This Thursday Cuba began the process of repatriation of Haitian immigrants who landed on the coast of Maisí, in the province of Guantánamo, while trying to reach mainly the United States and the Bahamas illegally.
The municipal government official who directs the operation, Yaudis Gómez, explained that in this first trip, 350 of the 421 migrants who currently remain in the easternmost territory of the island will be transferred, according to the official Cuban press.
#Cuba inició hoy la repatriación de los inmigrantes haitianos, que interesados principalmente en llegar a los #EstadosUnidos, #IslasNassau y #Bahamas, desembarcaron en costas cubanas por la zona de #Maisí, desde el pasado mes de septiembre. https://t.co/0QdtWwv8Ly #Guantánamo pic.twitter.com/hdT499Uior
— Periódico Venceremos (@PrensaGtmo) October 7, 2021
Gómez explained that they had 14 buses to transfer the group of Haitians to Santiago de Cuba, from where they will continue the boat trip to their country.
The official pointed out that the remaining 71 will also return to Haiti, but for the moment they remain in the Punta de Maisí camp, created in the 1970s by the Cuban Red Cross for undocumented migrants.
According to him, in that place “basic services are guaranteed” such as accommodation, water and health care, with a medical post that operates round the clock.
The Cuban authorities also assure that the return of the Haitians to their country has been a voluntary decision of the migrants themselves.
For his part, the president of the Association of Haitians and Descendants in Cuba, Francisco Díaz, referred to the “good treatment and speed” with which the Cuban government acted to resolve the situation, a process, he confesses, which he has witnessed on four other occasions since taking office.
According to the source, all Haitians were screened for diseases, four of them tested positive for COVID-19, were isolated from the rest, and received treatment until they recovered from the disease.
Medical care was also given to “an eight-week pregnant woman, and a woman with a uterine fibroid, as well as 18 minors with scabies and other skin diseases, due to heat stroke from the long time they were at sea,” the press report said.
At the end of September, the Cuban Ministry of Foreign Affairs (MINREX) reported that it had received and assisted several Haitian migrants, stranded on the island on their maritime journey to the United States, and that it would return them to their country of origin.
The Haitians, whose boats reached the Cuban shores in recent days, “have received all the necessary care, including medical assistance, and remain housed in various facilities equipped for this,” as a Cuban Foreign Ministry press release explained then.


Determine how many lines of the entries that follow contain "word", and respond with that number alone.

═════ SUPPLIED RECORDS

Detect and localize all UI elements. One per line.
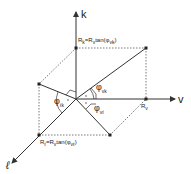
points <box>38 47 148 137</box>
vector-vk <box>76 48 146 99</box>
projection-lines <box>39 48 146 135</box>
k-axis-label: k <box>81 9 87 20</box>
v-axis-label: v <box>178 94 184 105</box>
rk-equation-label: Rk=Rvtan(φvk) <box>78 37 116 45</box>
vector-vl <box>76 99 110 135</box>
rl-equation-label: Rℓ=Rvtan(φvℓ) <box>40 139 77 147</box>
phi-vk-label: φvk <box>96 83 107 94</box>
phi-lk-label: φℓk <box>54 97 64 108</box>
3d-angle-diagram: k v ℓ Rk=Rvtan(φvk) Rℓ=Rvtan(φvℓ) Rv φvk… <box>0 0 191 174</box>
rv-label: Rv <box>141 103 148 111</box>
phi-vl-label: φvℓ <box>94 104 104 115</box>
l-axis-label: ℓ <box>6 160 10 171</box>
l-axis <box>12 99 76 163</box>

══════════
═════ SUPPLIED RECORDS

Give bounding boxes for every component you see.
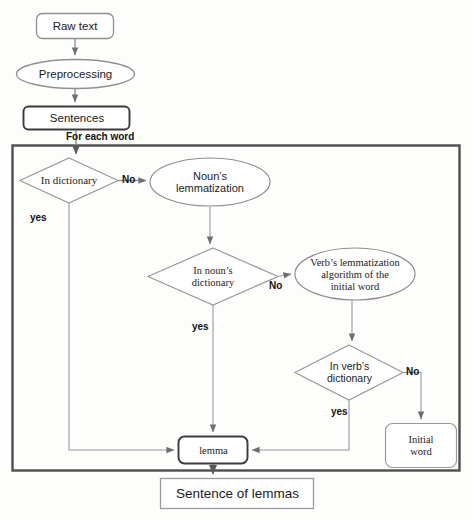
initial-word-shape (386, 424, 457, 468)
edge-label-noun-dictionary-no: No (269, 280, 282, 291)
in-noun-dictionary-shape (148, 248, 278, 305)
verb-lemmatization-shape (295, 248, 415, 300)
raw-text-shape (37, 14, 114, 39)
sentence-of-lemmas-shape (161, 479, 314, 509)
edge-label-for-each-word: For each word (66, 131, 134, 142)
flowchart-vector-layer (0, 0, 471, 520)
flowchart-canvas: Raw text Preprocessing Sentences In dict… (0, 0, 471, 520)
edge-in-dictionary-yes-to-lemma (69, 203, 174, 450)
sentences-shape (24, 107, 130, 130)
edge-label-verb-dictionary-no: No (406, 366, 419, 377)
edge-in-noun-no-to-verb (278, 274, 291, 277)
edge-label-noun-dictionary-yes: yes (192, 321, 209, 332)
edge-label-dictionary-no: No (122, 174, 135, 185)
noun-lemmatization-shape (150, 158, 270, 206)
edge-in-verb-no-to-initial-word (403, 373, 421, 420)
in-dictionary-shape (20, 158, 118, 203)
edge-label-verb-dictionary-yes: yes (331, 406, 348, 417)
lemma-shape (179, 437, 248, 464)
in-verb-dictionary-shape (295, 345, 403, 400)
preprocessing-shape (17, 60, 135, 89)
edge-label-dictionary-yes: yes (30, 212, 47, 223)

══════════
═════ SUPPLIED RECORDS

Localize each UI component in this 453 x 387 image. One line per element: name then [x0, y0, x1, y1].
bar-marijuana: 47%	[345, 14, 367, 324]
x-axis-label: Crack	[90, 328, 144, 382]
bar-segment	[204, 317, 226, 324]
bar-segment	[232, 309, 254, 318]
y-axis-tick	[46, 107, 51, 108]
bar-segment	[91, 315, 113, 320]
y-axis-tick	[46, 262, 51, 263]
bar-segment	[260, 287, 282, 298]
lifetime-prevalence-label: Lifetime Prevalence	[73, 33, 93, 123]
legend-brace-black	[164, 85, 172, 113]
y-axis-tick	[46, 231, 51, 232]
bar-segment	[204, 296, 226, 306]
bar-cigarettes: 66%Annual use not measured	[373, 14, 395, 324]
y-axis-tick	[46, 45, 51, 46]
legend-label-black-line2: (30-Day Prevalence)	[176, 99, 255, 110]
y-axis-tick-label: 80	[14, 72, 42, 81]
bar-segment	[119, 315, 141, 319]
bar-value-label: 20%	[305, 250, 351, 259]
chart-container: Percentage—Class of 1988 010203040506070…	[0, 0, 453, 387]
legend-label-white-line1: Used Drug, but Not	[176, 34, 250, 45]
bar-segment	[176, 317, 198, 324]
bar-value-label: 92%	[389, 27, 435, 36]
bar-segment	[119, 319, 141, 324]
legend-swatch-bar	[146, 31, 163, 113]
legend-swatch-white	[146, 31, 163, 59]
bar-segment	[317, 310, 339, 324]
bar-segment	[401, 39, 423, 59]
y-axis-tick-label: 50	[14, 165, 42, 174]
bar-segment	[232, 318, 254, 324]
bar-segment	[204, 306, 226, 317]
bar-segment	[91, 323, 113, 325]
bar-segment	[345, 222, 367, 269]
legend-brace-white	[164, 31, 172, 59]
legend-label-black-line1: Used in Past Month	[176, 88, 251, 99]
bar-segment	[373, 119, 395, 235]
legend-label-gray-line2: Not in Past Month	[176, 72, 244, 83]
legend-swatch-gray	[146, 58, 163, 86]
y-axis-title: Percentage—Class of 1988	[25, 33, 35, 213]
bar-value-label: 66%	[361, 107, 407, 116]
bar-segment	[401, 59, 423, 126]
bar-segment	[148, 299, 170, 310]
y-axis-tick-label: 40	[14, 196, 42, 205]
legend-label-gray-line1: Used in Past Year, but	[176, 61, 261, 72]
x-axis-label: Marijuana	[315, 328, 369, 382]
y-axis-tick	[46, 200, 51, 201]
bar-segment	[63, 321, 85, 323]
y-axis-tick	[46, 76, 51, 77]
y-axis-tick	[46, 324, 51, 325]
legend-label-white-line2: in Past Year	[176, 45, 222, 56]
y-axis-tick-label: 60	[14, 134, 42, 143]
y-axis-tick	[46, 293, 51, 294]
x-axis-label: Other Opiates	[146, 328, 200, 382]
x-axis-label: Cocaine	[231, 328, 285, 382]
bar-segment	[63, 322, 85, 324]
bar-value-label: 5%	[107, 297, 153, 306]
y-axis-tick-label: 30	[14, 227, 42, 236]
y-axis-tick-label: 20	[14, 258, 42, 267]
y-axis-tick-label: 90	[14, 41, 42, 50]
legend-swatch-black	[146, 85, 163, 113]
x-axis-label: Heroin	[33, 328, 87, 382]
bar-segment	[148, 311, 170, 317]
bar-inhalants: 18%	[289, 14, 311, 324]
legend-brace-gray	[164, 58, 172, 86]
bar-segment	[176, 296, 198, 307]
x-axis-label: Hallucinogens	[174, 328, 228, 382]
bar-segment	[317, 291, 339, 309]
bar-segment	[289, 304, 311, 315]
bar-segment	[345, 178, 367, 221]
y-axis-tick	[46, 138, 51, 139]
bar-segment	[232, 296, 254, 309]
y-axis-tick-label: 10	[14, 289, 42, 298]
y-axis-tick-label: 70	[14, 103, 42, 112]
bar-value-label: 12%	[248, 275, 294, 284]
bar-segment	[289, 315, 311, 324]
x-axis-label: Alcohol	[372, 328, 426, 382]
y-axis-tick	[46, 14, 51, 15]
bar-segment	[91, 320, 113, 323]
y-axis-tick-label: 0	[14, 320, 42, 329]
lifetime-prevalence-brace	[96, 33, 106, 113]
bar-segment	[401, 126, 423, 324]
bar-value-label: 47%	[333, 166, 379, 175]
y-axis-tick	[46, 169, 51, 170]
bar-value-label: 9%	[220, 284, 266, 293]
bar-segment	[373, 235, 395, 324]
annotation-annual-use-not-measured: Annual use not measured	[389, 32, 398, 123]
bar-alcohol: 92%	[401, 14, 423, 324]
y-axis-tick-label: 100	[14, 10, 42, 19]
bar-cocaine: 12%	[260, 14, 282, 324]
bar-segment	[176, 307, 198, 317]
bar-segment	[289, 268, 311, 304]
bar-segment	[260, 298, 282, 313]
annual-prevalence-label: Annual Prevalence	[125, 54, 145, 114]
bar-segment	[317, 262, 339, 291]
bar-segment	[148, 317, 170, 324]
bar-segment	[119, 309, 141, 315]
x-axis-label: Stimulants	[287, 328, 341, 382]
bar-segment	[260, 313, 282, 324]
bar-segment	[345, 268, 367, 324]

══════════

> _ANSWER_
3